Screenshot grounding data:

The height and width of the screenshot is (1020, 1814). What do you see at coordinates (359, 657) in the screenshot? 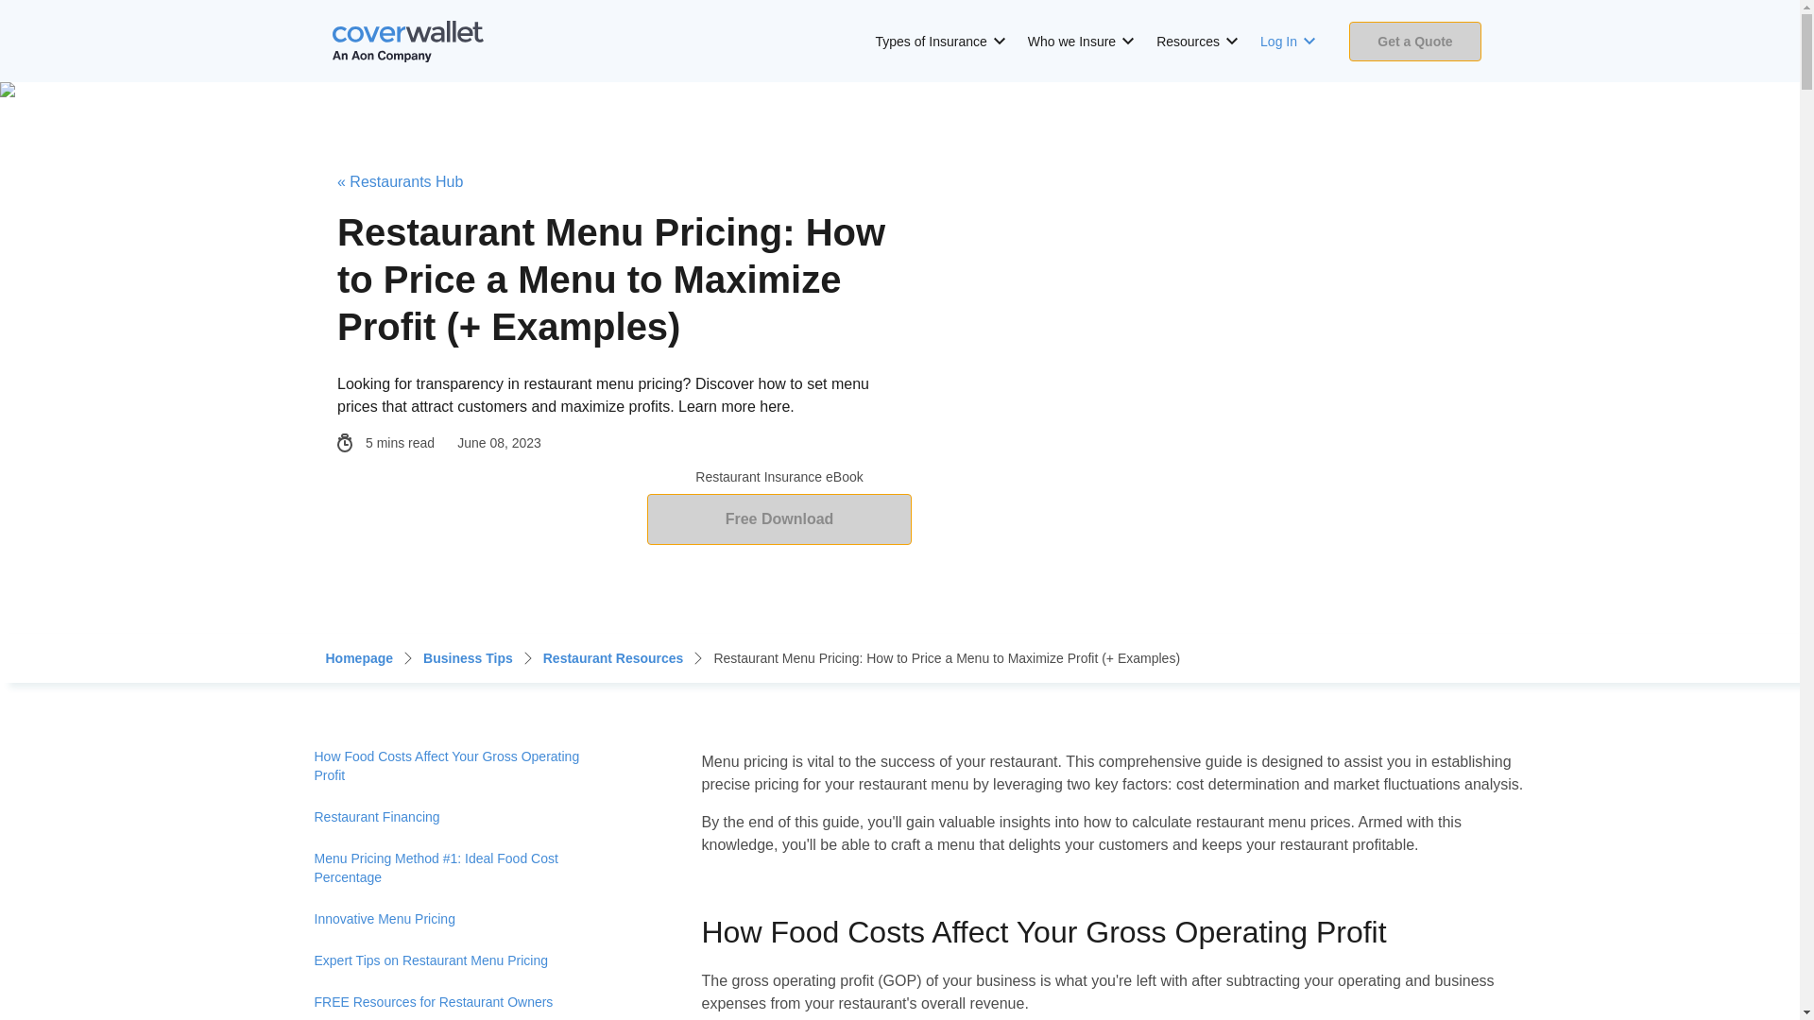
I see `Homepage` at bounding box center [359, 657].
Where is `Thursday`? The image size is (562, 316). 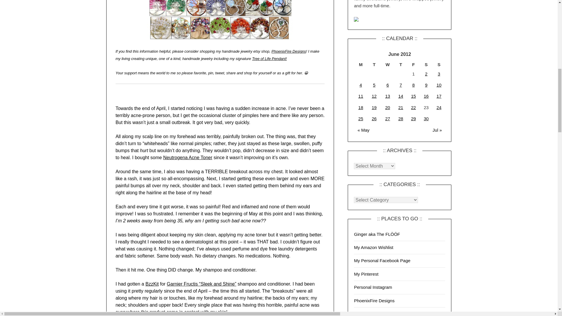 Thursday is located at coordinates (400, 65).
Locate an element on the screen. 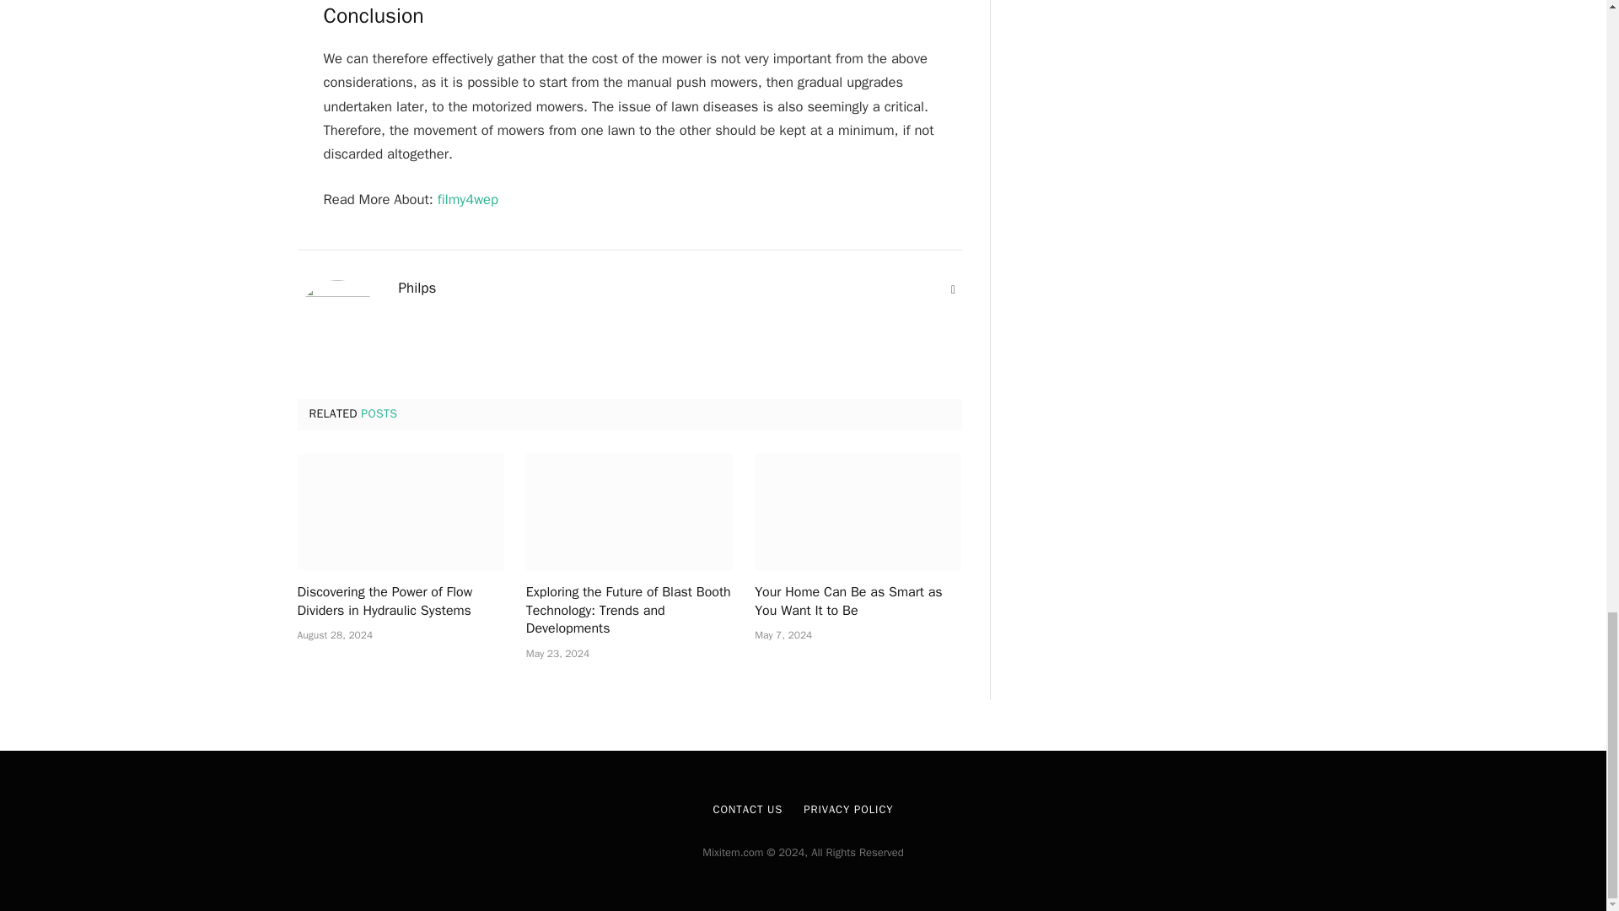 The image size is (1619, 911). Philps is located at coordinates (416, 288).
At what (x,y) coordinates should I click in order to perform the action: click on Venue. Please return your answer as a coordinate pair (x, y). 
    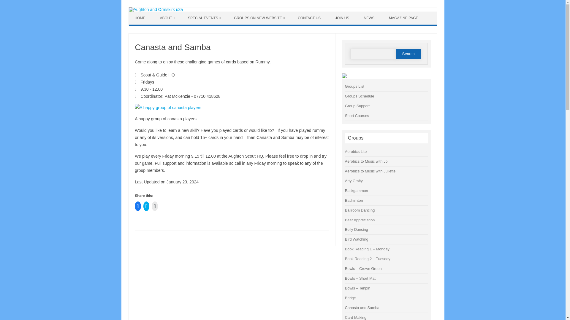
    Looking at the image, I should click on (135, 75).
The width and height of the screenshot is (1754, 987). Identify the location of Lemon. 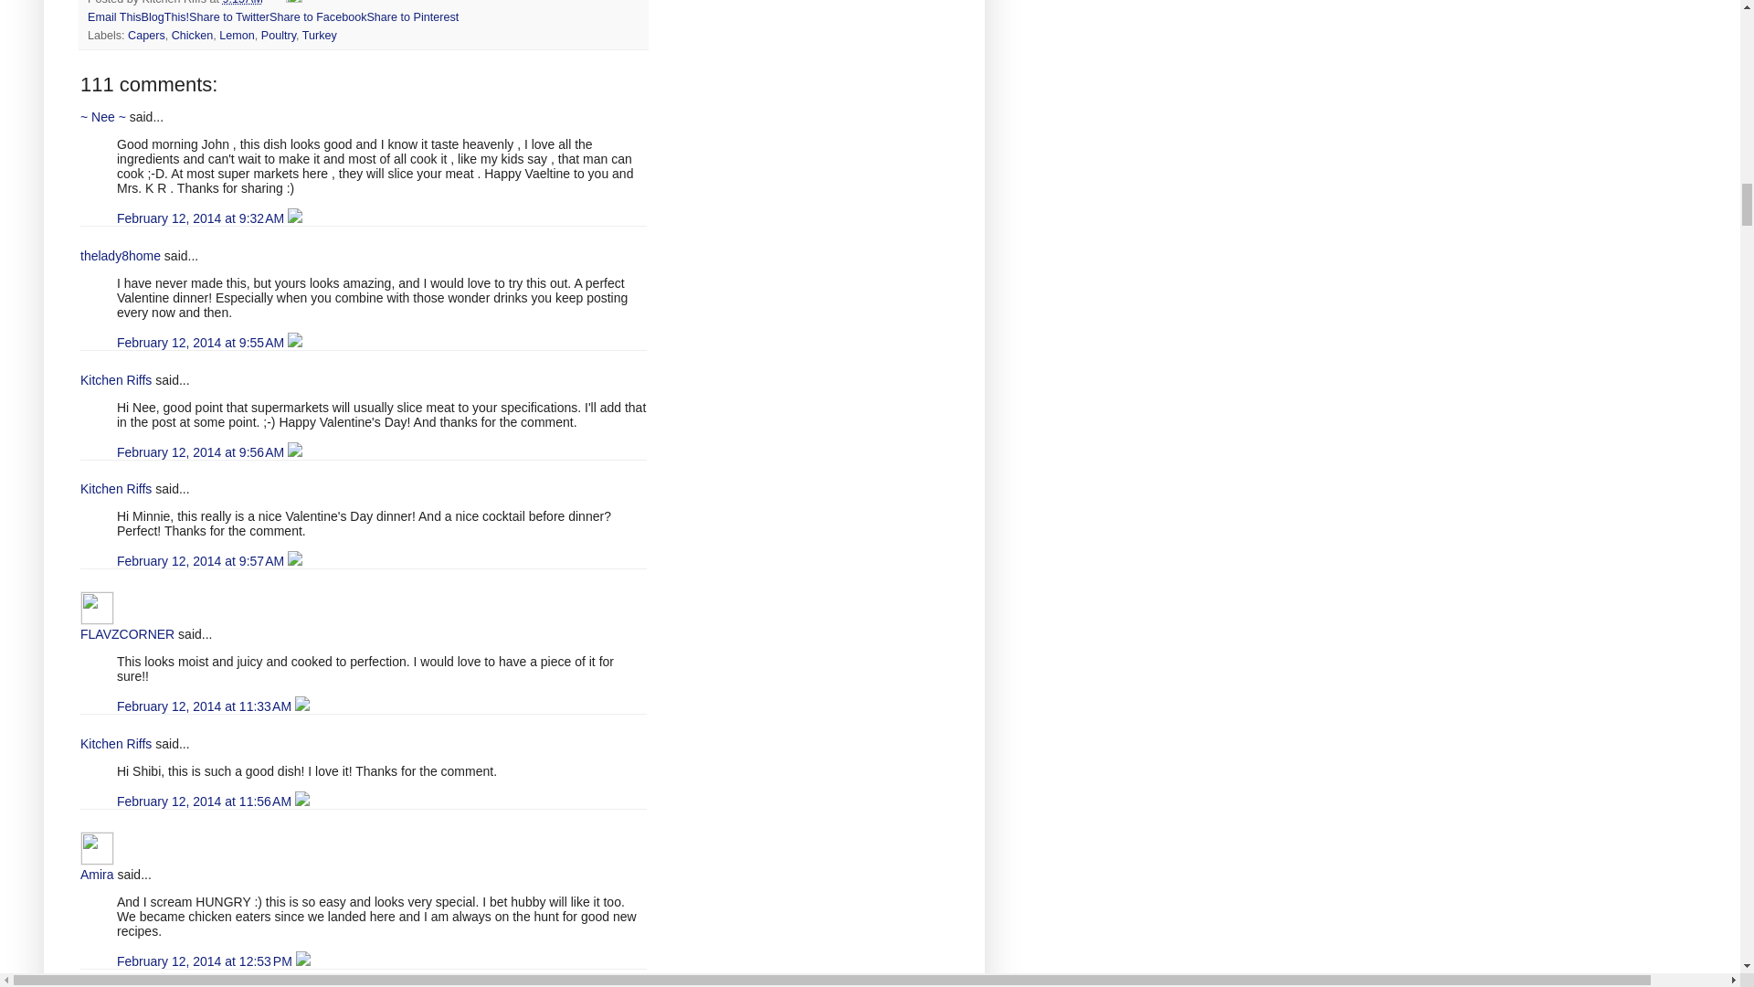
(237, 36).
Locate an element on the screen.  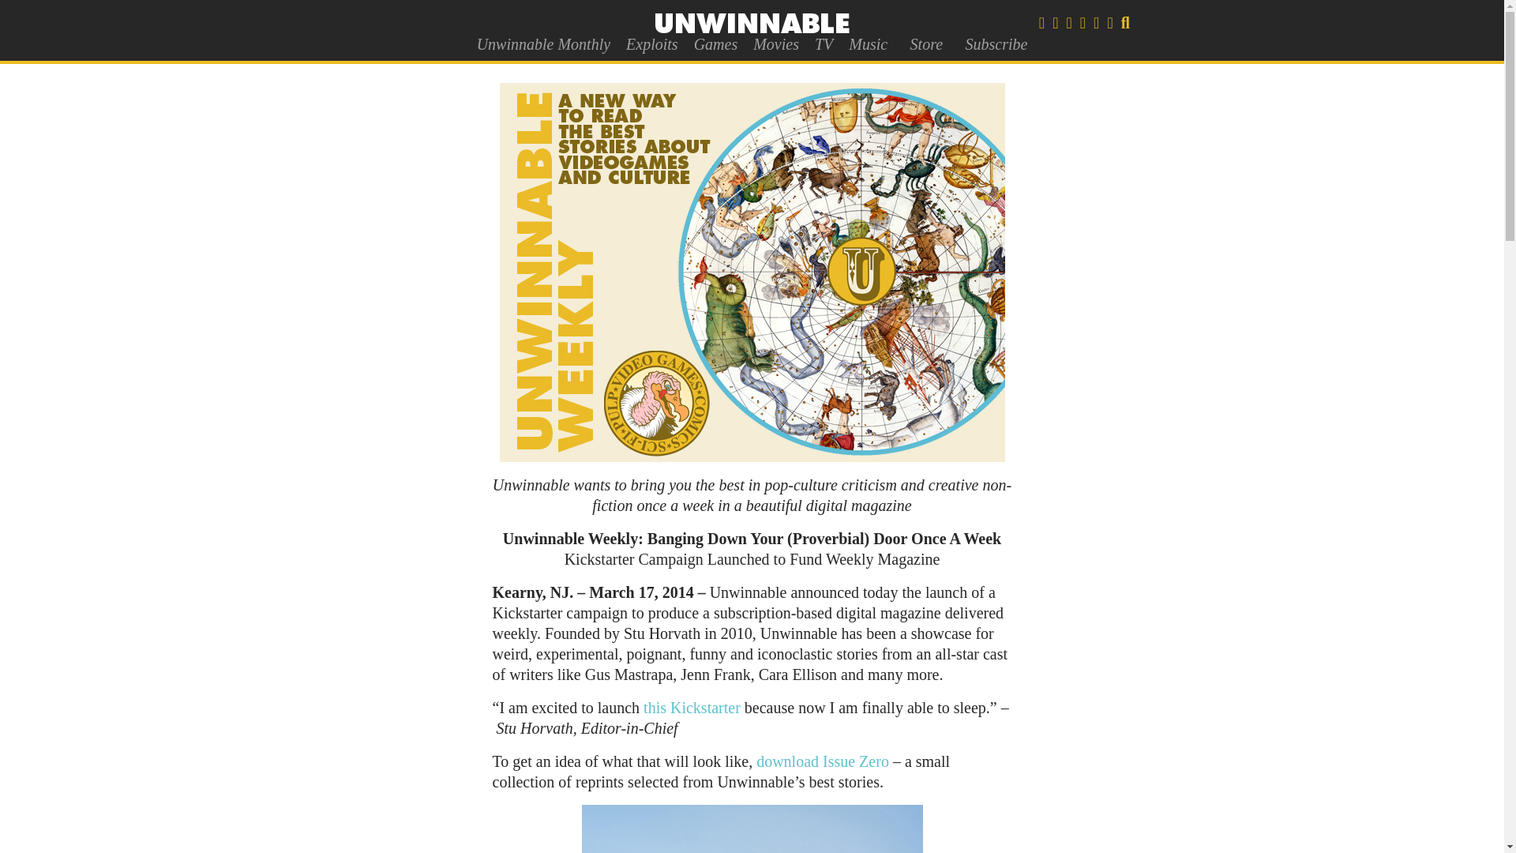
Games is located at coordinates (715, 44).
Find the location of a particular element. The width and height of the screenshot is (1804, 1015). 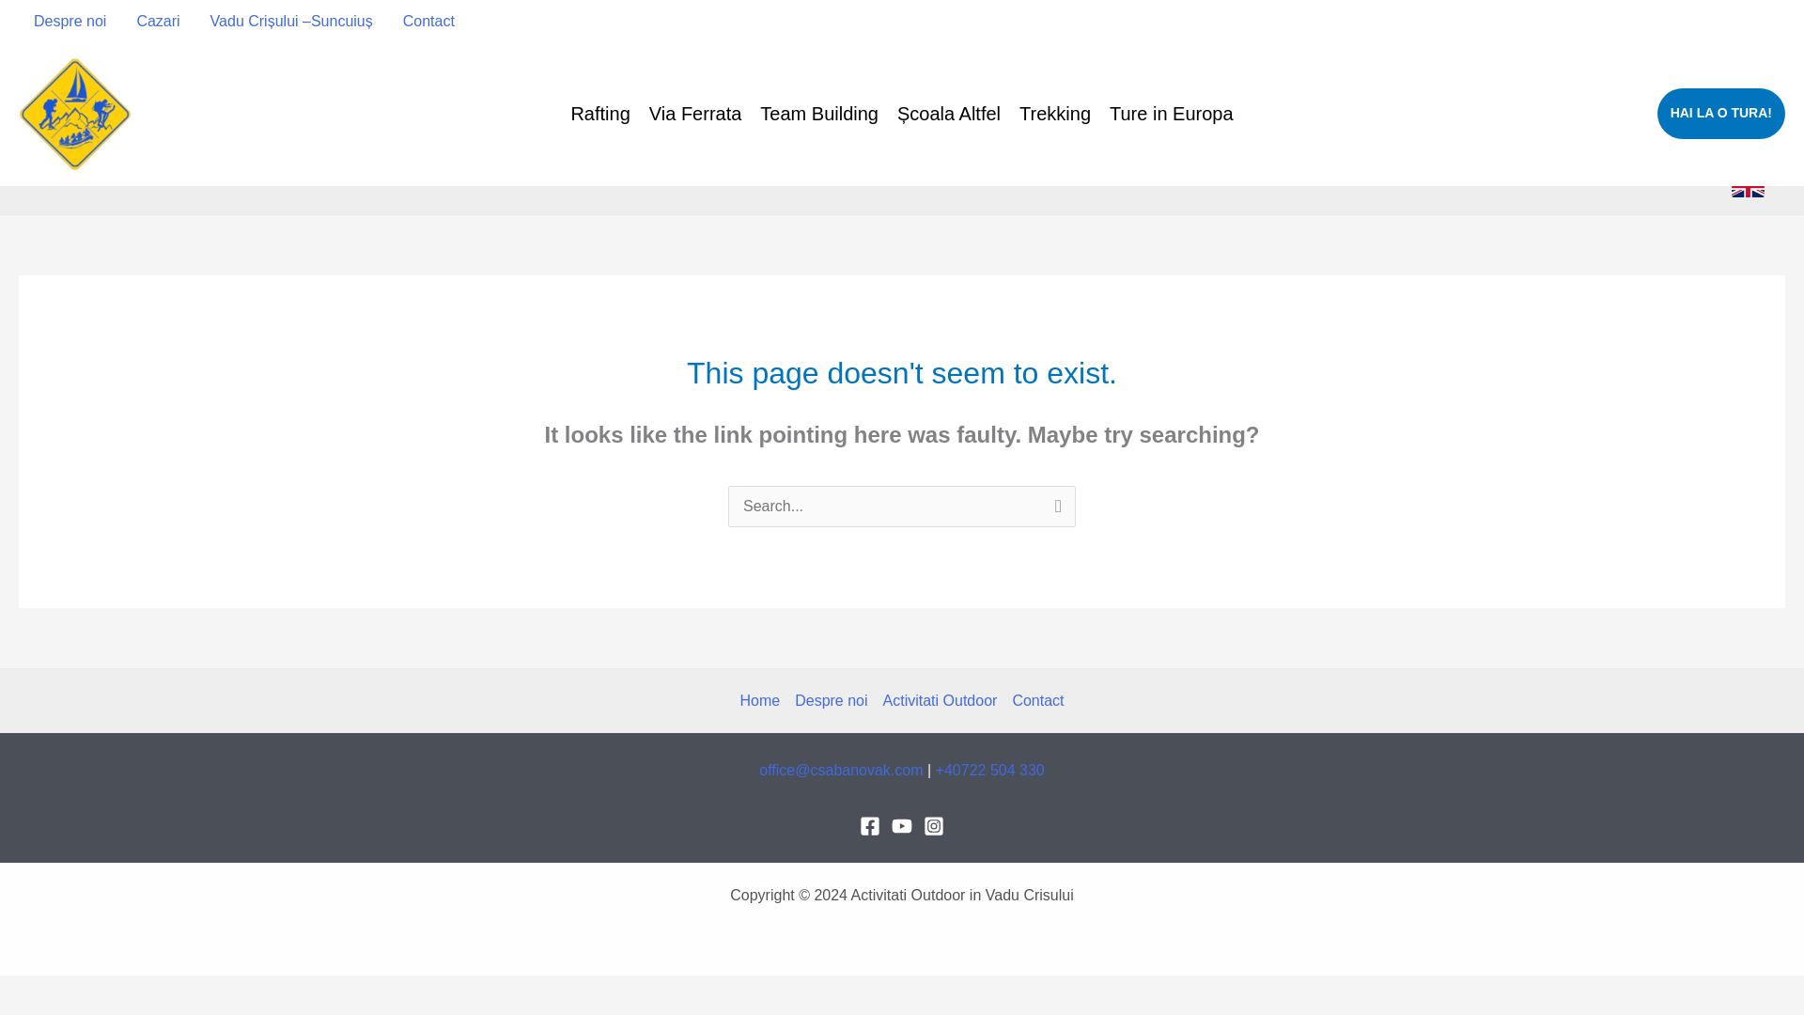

## WHAT IS NEEDED
In the records above, find the line that contains "The width and height of the screenshot is (1754, 987).". Retype it and every line after it, exactly, leaving out all pictures.

## SOLUTION TO THIS TASK
The width and height of the screenshot is (1754, 987). Identify the location of Lemon. 
(237, 36).
Locate an element on the screen.  
Games is located at coordinates (715, 44).
Find the location of a particular element. The width and height of the screenshot is (1804, 1015). 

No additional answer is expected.